Source: Burn The Programmer! – Charlie’s Diary
RE: Arthur C Clarke’s Third Law, “Any sufficiently advanced technology is indistinguishable from magic.”
I don’t have to imprecate dark and terrible forces in order to use my PS4, unless you count Sony’s latest privacy policy. My lovely new iPad is famously intuitive, not a quality one would ascribe to The Lesser Key Of Solomon. But. … That’s not so much the case for the other technology I interact with.
So there’s this class of people in the world who can do incredible things – like, say, teaching a car to drive itself. Or indeed crafting a literal Magician’s Broom to clean their towers – I mean, apartments.
And they do this by immersing themselves in obscure, difficult learning that on the face of it makes no sense to the average person.
They can cause harm to people tens of thousands of miles away using weirdly-named incantations – like “WannaCry”.
They summon and control alien entities called “AIs”. They don’t always perfectly control those entities.
And they can amass unimaginable wealth and power by using these arcane skills.
What happens next?
As I watch 2017 unfold in all its craziness, I do start wondering whether the conversation should be less about robots, and more about straight-up magic. About a world which is increasingly splitting into those who can wield magic, those who can pay the magicians, and those who just use the things magic enables.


◆ Task directions
The word "type" may appear in some lines of the data; copy every such line.

Collection entries:
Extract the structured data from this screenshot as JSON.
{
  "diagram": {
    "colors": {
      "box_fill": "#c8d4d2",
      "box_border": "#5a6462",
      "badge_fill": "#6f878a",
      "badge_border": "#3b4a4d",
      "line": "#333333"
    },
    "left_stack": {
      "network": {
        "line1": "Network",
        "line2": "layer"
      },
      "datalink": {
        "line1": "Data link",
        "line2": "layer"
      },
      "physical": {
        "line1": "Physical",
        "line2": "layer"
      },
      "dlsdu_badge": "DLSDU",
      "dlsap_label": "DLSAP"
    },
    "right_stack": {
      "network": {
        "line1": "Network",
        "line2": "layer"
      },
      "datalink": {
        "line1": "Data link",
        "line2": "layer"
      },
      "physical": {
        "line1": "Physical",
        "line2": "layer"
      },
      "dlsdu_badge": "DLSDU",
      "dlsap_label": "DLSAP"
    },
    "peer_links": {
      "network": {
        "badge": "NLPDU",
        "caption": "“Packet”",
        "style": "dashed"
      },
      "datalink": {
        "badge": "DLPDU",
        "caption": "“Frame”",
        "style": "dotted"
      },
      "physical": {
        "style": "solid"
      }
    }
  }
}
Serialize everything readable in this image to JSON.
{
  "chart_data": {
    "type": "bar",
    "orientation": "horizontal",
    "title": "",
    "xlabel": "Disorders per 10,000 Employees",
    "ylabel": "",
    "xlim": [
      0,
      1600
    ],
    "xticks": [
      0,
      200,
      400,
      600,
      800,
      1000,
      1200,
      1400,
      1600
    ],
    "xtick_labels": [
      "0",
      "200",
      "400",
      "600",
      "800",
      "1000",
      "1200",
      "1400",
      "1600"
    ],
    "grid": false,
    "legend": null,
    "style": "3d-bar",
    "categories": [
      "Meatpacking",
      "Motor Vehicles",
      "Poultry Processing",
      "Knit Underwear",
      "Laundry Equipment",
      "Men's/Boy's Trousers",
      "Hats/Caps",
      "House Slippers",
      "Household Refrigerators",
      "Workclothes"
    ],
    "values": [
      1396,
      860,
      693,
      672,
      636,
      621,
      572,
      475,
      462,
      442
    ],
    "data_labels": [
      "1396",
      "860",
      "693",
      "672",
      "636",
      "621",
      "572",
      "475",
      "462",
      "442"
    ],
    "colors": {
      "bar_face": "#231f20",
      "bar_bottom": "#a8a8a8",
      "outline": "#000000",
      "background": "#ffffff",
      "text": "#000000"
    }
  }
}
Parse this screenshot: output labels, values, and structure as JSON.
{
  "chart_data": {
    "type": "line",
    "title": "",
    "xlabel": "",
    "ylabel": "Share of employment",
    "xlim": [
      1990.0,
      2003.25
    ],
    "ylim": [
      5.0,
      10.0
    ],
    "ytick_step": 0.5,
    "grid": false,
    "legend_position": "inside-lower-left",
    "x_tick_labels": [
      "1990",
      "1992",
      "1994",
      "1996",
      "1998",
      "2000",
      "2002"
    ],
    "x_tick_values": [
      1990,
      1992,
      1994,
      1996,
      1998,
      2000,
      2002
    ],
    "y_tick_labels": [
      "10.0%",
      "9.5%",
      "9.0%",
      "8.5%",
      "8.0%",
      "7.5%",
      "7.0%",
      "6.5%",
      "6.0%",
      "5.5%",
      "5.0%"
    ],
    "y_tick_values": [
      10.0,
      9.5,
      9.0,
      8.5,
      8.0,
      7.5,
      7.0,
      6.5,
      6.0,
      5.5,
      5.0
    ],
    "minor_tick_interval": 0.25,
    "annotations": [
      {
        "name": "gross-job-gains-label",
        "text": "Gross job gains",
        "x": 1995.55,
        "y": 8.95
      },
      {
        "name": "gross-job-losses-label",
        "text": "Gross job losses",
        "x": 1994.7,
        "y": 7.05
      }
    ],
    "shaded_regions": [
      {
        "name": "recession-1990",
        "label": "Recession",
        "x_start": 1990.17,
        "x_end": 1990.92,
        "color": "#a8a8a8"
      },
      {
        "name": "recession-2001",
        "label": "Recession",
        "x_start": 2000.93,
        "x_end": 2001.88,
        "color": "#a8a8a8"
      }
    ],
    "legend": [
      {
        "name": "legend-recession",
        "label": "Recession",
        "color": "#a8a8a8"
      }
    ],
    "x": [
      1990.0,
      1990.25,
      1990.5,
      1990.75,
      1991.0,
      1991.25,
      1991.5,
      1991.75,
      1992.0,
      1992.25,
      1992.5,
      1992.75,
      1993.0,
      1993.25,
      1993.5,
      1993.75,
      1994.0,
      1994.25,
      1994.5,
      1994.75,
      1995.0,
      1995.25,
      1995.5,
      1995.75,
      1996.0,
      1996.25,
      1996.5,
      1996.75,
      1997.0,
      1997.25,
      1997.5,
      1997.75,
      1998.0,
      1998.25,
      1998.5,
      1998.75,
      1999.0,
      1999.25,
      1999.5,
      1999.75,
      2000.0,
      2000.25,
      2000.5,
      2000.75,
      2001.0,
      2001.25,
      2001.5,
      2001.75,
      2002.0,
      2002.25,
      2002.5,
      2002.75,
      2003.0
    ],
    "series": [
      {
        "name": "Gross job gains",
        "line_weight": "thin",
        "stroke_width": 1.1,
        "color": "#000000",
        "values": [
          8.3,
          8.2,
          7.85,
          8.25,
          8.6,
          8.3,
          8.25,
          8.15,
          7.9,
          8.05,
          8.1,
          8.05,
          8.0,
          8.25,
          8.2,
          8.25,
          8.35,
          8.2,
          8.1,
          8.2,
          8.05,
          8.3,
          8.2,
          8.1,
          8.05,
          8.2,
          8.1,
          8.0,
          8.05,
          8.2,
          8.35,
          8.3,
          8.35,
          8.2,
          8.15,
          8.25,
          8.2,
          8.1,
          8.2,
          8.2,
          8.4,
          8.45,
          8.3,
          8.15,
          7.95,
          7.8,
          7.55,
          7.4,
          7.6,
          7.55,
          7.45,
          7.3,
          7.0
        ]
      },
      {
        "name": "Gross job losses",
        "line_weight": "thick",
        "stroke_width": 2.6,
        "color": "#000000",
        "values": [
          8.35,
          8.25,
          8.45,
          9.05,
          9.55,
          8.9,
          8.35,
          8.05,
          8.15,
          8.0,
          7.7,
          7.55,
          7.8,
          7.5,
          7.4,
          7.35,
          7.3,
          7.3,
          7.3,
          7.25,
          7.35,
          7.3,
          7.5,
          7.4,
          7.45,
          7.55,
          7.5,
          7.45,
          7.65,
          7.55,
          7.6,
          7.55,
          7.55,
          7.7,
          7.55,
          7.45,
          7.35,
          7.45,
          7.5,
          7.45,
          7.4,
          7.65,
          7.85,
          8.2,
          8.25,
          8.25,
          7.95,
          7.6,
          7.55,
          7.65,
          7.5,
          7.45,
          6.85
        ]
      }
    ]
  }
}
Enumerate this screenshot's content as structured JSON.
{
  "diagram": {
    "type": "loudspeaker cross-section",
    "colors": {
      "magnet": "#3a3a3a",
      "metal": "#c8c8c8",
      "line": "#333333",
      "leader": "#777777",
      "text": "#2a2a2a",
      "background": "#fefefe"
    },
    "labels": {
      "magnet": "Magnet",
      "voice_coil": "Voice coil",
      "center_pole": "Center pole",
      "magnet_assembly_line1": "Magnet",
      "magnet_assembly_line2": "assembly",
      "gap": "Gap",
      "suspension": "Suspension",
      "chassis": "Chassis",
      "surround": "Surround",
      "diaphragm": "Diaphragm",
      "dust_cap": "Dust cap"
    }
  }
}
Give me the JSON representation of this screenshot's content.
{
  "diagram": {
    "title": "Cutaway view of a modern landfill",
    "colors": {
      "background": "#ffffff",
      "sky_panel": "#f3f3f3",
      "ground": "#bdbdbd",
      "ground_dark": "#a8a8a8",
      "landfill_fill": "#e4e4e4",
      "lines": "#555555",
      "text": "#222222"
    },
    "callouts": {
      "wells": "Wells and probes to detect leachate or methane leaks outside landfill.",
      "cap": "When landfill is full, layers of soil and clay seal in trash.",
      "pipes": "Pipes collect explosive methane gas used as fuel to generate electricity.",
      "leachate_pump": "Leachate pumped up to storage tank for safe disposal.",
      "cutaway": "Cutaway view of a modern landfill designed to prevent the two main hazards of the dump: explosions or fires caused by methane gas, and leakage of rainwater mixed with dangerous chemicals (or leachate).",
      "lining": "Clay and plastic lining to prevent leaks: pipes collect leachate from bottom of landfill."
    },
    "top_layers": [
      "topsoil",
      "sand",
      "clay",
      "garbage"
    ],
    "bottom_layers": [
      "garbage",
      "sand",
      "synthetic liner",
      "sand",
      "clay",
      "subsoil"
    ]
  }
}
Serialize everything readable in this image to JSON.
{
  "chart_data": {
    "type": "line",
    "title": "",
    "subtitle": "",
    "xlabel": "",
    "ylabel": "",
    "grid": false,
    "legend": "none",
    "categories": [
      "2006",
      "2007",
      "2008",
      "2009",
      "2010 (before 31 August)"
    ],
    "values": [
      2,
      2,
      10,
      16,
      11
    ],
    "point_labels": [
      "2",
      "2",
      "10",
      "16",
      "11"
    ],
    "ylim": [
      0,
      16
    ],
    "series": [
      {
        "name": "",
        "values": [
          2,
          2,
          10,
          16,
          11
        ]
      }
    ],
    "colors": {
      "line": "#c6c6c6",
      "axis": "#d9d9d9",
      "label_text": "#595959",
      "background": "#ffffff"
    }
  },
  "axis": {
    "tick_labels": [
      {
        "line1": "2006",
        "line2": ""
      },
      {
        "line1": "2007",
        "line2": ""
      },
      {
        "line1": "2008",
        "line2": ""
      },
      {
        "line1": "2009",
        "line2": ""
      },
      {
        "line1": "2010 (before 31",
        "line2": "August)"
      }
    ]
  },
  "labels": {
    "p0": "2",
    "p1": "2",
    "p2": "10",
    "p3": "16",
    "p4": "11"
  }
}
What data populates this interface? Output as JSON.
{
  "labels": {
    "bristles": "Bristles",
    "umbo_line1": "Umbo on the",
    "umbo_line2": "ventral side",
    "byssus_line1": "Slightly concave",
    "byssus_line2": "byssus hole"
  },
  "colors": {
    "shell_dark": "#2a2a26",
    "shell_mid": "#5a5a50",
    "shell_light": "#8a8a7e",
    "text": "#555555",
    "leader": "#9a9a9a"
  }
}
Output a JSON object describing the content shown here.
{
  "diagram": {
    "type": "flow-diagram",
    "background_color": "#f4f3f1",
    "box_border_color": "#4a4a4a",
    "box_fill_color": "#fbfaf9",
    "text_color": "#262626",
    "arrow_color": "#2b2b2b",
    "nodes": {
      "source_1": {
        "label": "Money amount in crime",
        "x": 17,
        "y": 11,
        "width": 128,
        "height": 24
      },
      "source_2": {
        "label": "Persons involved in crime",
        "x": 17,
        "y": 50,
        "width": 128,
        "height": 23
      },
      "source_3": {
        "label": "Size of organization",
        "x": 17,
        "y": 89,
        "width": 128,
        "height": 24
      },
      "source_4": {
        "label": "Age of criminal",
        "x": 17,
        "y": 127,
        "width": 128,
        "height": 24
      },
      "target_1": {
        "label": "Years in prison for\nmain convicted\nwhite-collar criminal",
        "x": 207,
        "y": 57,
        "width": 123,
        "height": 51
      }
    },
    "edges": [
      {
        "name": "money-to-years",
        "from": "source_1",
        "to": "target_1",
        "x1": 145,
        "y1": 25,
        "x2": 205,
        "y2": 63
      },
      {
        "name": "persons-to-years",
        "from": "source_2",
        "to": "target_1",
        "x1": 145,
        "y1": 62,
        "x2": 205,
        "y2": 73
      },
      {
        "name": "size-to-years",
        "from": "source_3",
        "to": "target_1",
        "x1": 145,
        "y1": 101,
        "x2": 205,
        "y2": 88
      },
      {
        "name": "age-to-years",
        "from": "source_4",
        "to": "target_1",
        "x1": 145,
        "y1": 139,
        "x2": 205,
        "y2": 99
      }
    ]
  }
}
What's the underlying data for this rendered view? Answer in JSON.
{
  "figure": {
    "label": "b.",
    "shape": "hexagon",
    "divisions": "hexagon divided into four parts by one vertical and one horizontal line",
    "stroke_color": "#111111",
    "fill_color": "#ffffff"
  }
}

◆ Exercise response
    "type": "bar",
    "type": "line",
    "type": "loudspeaker cross-section",
    "type": "line",
    "type": "flow-diagram",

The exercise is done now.